Das Originals
Motorcycle Sport & Leisure|October 2018

Forty years ago this summer was a thrilling time for motorcycling, as the superbike came of age with a flurry of spectacular arrivals.

Roland Brown
Das Originals

Less than a decade after Honda’s revolutionary CB750, the firm launched the six-cylinder CBX1000 – and found it facing straight-four opposition in the form of Kawasaki’s Z1-R, Suzuki’s GS1000 and Yamaha’s XS1100. Suddenly, Japan’s ‘Big Four’ were going head-to-head for the first time, setting the stage for superbike battles over the next four decades and beyond. It had been the CB750 that got the superbike party started, back in 1969. Honda’s four had changed everything, with the power and smoothness of its 736cc SOHC engine and with its electric starter, disc front brake and general sophistication. Four years later, the arrival in 1973 of Kawasaki’s Z1, with its 903cc DOHC engine and maximum output of 82bhp against the Honda’s 67bhp, had dramatically upped the stakes and a new era of exhilarating, 130mph-plus open-class motorcycling began.

But from that point, progress from Japan had been slow throughout the mid-Seventies. Honda had refused to get drawn into a performance war with Kawasaki, declining to update the CB750 with more cubes or twin cams. The GL1000 Gold Wing flat-four, introduced in 1975, produced 80bhp but was too soft and heavy to be a direct rival to Kawasaki, whose Z1 became the Z900 and then the Z1000, with capacity up to 1015cc but look and performance little changed.

The other two Japanese giants had initially seemed uninterested in the four-stroke battle. Yamaha had a strong following with its race-developed RD two strokes, culminating in 1976 with the RD400C, but had limited its four-stroke line to the XS650 family of British-style parallel twins. And Suzuki, producer of the liquid-cooled GT750 triple since the early Seventies, had taken a radically different path with 1974’s introduction of the rotary-engined RE5, which proved unreliable and short-lived.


## To do
Retype, with no pictures, each line from the one that holds "Image resolution: width=1462" through the last line of the entries below, both included.

## Data shown

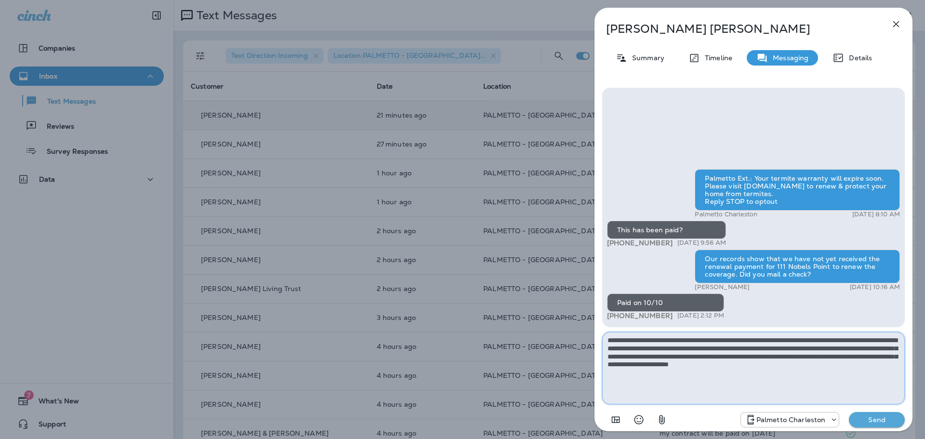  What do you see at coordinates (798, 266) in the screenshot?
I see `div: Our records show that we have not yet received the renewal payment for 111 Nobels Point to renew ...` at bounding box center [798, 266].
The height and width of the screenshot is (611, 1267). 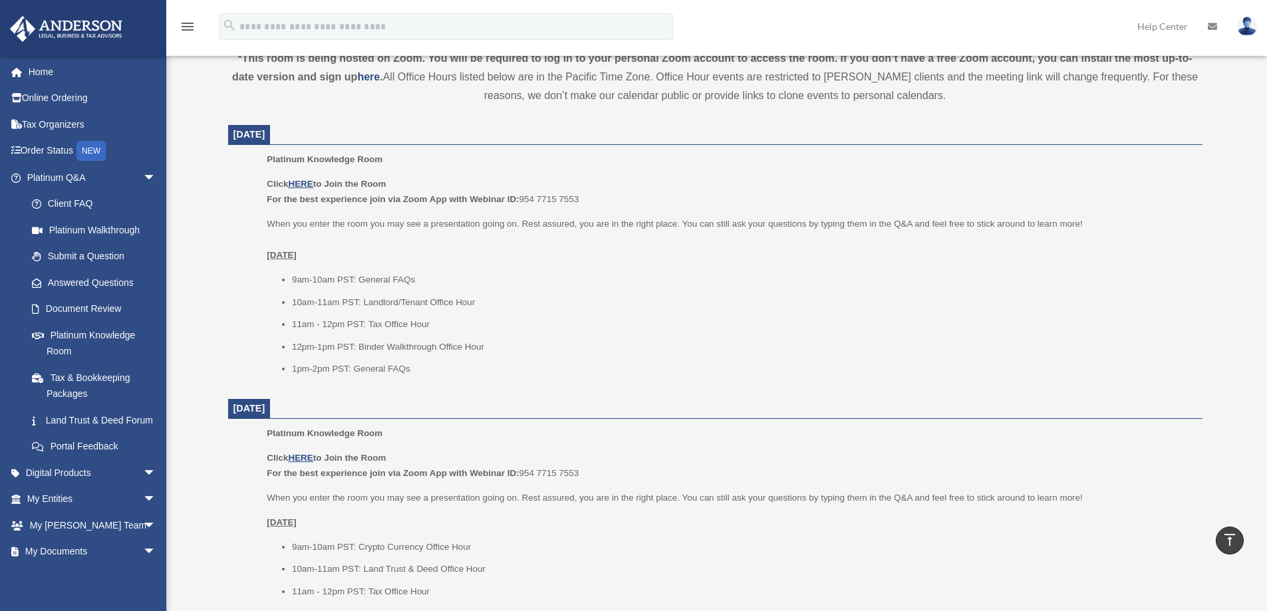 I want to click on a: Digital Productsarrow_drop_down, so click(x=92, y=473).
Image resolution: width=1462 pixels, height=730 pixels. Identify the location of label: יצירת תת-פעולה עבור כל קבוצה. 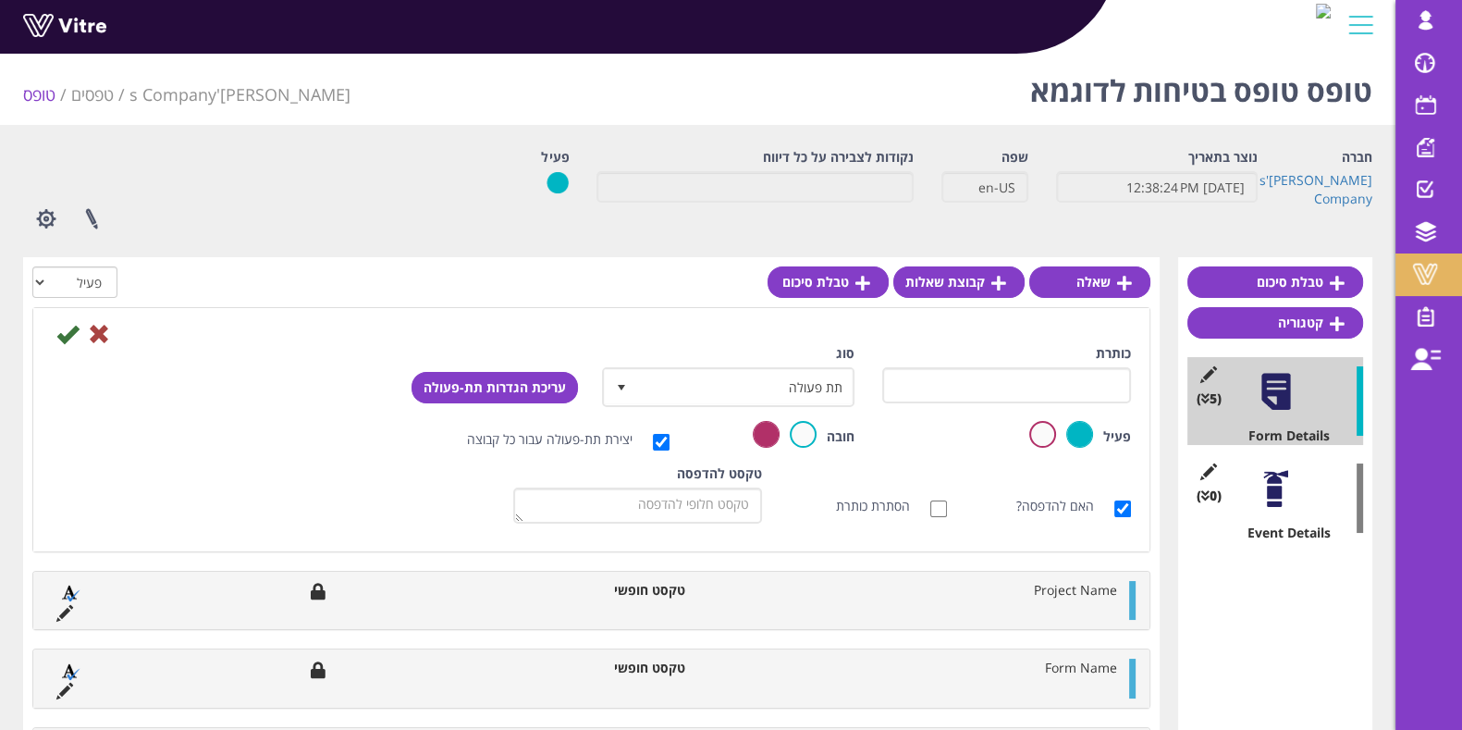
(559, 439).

## Answer section
Image resolution: width=1462 pixels, height=730 pixels. Identify the location of label: יצירת תת-פעולה עבור כל קבוצה. 
(559, 439).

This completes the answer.